I was pleasantly surprised to walk into a packed C-13 last night for the annual budget hearing. Then the board recognized Mr. Fairchild's 4th and 5th grade students for their statewide award for the Go Green Initiative--and everyone left.
I assume the lack of interest means that the budget will pass easily. Or perhaps it just means that everyone has given up. In a nutshell, the proposed budget is 2.06 percent below the 2010-2011 budget. The tax levy increase is estimated at +5.5 percent--not as high as in some places in the region, but substantially higher than Ithaca's or Lansing's. On the ballot will be (1) a proposal to spend $34,230,682 in 2011-2012; (2) a proposal to buy buses (with cash, so as not to pay interest on a bond) for $362,777; and (3) a proposal to spend up to $20K out of the capital reserve toward replacing the falling-apart bleachers in the MS/HS. It's not my number-one capital priority, but I guess it was the board's.
Expenses that went up were nearly all personnel-related--salary and benefit and pension increases. Expenses that went down included supplies, utilities, and debt service. Foundation aid from the state was frozen, and the legislature gave back $284,801 over the governor's budget, some of which was used to reduce a 6 percent levy to 5.5 percent and to add back four teachers and an aide plus field trips, athletic supplies, a coach, and participation in the Science Olympiad.
The district plans to use their fund balance over the next three years to reduce the levy, by which I think they mean to maintain the levy or keep it from spiking. The governor has suggested that by 2015, we might be out of this hole.
In 2010-2011, Dryden got 50.59 percent of the budget from the state and 44.1 percent from local share. In 2011-2012, it will get 48.55 percent from the state and 47.5 percent from local share. (The difference between those figures and 100 percent is miscellaneous revenue from tuition and sales.)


Exercise directions: In the entries below, find the lines that contain the word "labels" and copy them.

Data:
....

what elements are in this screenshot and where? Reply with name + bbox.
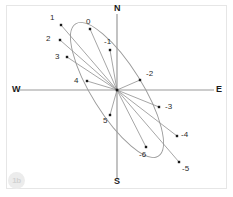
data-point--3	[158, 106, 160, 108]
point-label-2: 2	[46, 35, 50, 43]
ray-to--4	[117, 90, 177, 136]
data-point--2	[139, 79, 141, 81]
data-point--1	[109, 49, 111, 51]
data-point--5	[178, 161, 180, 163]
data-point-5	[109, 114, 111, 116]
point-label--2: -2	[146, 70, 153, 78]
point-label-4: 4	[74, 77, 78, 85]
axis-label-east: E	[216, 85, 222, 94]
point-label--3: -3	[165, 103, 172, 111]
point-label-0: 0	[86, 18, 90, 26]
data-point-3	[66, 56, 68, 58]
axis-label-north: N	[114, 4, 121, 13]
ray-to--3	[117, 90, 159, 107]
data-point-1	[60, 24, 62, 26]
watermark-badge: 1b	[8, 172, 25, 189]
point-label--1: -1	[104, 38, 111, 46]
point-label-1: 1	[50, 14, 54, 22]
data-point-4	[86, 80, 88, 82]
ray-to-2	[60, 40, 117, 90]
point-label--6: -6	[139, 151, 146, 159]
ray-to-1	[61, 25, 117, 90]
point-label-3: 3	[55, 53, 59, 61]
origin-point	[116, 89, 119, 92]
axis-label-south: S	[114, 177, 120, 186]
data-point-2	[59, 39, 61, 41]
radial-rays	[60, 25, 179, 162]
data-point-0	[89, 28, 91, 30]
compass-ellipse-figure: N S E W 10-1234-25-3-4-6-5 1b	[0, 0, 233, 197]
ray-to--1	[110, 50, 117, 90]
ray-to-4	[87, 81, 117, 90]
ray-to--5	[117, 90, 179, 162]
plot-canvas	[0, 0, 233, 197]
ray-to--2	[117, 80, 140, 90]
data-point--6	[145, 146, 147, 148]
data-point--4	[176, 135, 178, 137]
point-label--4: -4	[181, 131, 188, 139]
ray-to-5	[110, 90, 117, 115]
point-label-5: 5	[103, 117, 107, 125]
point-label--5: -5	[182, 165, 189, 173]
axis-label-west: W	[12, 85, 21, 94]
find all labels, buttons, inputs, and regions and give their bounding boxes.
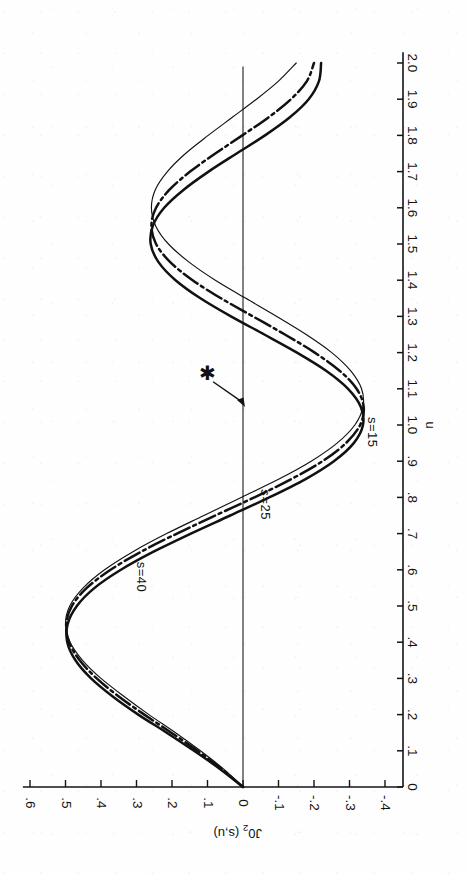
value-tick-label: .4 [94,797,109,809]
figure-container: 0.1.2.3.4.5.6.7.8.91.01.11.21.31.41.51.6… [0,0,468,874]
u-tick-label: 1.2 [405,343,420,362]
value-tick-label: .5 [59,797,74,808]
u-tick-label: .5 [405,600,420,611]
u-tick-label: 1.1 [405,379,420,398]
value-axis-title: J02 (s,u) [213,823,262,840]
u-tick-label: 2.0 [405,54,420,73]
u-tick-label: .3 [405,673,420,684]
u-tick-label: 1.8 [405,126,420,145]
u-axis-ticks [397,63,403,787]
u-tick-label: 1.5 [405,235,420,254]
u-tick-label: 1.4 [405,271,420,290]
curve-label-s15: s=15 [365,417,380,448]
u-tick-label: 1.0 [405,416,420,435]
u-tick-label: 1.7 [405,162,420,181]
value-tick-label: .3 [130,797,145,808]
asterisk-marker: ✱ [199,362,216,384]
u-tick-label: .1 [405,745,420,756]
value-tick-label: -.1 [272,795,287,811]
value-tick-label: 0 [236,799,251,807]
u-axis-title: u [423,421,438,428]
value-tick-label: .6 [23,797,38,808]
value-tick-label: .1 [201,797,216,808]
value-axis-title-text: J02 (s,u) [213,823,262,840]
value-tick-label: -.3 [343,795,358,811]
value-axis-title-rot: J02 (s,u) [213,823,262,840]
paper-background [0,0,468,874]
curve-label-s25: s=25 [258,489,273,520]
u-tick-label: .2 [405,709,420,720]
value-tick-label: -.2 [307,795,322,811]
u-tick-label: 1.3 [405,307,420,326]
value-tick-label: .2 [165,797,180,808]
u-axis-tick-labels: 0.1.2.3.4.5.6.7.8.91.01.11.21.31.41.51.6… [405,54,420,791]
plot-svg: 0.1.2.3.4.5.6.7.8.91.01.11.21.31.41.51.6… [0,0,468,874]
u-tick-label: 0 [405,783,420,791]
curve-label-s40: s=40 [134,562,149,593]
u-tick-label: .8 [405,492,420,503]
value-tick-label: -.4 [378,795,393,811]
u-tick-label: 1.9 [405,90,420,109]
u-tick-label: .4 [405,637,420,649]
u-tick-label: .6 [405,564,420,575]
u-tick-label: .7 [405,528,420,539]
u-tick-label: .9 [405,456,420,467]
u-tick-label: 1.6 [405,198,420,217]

....

Answer box:
find all labels, buttons, inputs, and regions and give their bounding boxes.
u-axis-tick-labels: 0.1.2.3.4.5.6.7.8.91.01.11.21.31.41.51.6… [405,54,420,791]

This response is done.